The reasons why we have been inundated by inquiries and reports since the election of the Rudd Labor Government remain obscure, known only to those with access to privileged Cabinet documentation. But in the absence of a comprehensive pre-election health care policy, we may well speculate that this blitzkrieg of inquiries was a means to fill Labor’s bare policy cupboard. Whatever the reasons, it could be stated that there remains an elephant in the room of health care reform: the inexorable and apparently uncontrollable upward trend of the cost of Australian health care.

Australians consume about $100 billion of health services each year, amounting to about 9% of gross domestic product.6 Fifty years ago, we only spent about a third of this amount on health care. Moreover, it is projected that in the next 25 years, health and aged care spending will increase to almost $250 billion per year.6 Commenting on this phenomenon, Tom Dusevic, national affairs correspondent for the Australian Financial Review, claimed:

In Australia, we have never had a serious community debate about how much we may actually wish to spend on health care. Nor have we dared to address the even more thorny issue of where our health care dollars should be allocated. Instead we resort to covert rationing, such as blow-outs of elective surgery waiting times and other forms of access rationing.

Perhaps the time has come for yet another, even more important, inquiry to openly examine resource allocation in health care — an inquiry that looks at all the multipliers embedded in such a complex and layered system, such as the burgeoning and bloated bureaucracies or our ageing population making decisions of increasing urgency as to how they will spend their last years. It should also advance the means to continuously cost health interventions and tailor these to individual episodes of care and institutions. Without this kind of continuous and current fiscal data, the impact of reform on health care costs will be no more than guesswork.

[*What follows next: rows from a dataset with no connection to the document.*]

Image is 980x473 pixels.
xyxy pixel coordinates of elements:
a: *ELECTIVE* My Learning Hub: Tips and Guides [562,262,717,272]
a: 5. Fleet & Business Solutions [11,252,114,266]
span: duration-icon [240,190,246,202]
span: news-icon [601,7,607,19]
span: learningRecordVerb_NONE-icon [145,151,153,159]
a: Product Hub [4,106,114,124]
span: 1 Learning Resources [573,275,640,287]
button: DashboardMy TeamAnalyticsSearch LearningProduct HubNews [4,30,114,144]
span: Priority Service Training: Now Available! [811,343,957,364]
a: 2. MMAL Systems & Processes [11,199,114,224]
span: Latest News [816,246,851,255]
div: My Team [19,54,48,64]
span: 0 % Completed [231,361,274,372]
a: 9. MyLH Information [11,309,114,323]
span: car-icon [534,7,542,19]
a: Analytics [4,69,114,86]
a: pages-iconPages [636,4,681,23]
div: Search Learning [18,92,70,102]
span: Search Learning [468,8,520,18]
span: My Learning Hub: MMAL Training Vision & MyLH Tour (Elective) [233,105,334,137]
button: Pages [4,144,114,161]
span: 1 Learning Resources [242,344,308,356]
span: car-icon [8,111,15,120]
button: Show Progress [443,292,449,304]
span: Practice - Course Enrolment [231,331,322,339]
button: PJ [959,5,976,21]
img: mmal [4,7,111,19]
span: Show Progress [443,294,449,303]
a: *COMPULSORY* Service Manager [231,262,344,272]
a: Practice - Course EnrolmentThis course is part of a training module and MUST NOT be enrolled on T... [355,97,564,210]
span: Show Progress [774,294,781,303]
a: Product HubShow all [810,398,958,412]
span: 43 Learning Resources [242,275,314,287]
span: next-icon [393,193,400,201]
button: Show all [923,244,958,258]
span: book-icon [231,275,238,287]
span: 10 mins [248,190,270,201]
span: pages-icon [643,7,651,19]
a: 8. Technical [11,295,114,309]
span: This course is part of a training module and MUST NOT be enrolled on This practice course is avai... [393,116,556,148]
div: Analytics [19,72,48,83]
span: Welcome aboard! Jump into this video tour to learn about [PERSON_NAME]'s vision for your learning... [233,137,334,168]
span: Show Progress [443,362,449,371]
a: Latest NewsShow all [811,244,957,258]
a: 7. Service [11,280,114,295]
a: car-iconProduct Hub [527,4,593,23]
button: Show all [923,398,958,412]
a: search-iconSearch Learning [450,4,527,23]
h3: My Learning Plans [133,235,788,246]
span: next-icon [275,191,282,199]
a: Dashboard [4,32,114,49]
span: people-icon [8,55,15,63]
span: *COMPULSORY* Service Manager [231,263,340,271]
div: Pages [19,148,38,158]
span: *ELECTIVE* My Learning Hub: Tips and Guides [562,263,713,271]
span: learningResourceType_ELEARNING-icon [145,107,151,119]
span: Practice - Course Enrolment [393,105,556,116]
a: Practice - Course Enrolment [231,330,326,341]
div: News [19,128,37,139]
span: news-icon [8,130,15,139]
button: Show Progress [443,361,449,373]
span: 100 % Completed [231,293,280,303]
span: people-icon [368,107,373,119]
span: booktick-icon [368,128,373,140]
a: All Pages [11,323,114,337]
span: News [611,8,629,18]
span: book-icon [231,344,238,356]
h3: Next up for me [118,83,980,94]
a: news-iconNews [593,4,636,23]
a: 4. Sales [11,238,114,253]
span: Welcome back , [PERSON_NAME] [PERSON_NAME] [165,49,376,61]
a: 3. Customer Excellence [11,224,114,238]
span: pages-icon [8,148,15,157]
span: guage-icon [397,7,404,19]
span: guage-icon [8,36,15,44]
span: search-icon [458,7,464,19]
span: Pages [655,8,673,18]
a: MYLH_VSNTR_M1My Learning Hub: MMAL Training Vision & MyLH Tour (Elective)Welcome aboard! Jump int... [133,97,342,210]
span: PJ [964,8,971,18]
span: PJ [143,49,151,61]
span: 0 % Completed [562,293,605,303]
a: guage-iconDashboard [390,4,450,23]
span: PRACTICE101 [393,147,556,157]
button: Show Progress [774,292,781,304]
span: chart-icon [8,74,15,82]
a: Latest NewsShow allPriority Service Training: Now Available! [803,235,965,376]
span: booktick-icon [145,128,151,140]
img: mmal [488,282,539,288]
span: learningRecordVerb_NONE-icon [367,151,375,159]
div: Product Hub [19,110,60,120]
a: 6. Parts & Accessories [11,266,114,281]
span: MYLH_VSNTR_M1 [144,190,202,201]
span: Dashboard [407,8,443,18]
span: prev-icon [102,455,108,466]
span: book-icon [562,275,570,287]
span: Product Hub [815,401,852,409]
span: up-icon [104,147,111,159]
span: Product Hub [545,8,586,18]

One can only hope that a holistic and all-embracing inquiry will offset the federal Health Minister’s current monstering of the Australian medical profession vis-a-vis Medicare rebates.7-9 Scapegoating, especially in the absence of hard data, is the refuge of those who wish to oversimplify the debate and divert attention from questionable decisions about the allocation of resources.

The recent stoush with Australian ophthalmologists over the Medicare rebate for cataract surgery8 is one such altercation, which presumably has its rationale in the desire to contain health costs. However, its barely concealed stridency has become increasingly tainted by ideology and the politics of envy. The same factors are presumably driving Labor’s doctor displacement agenda.10 If we are to pursue reform, the elephant in the room — namely, the inherent multiplier effects of these reforms on the cost of health — should be transparent and debated with all stakeholders.

  • Martin B Van Der Weyden1

  • Medical Journal of Australia, Sydney, NSW.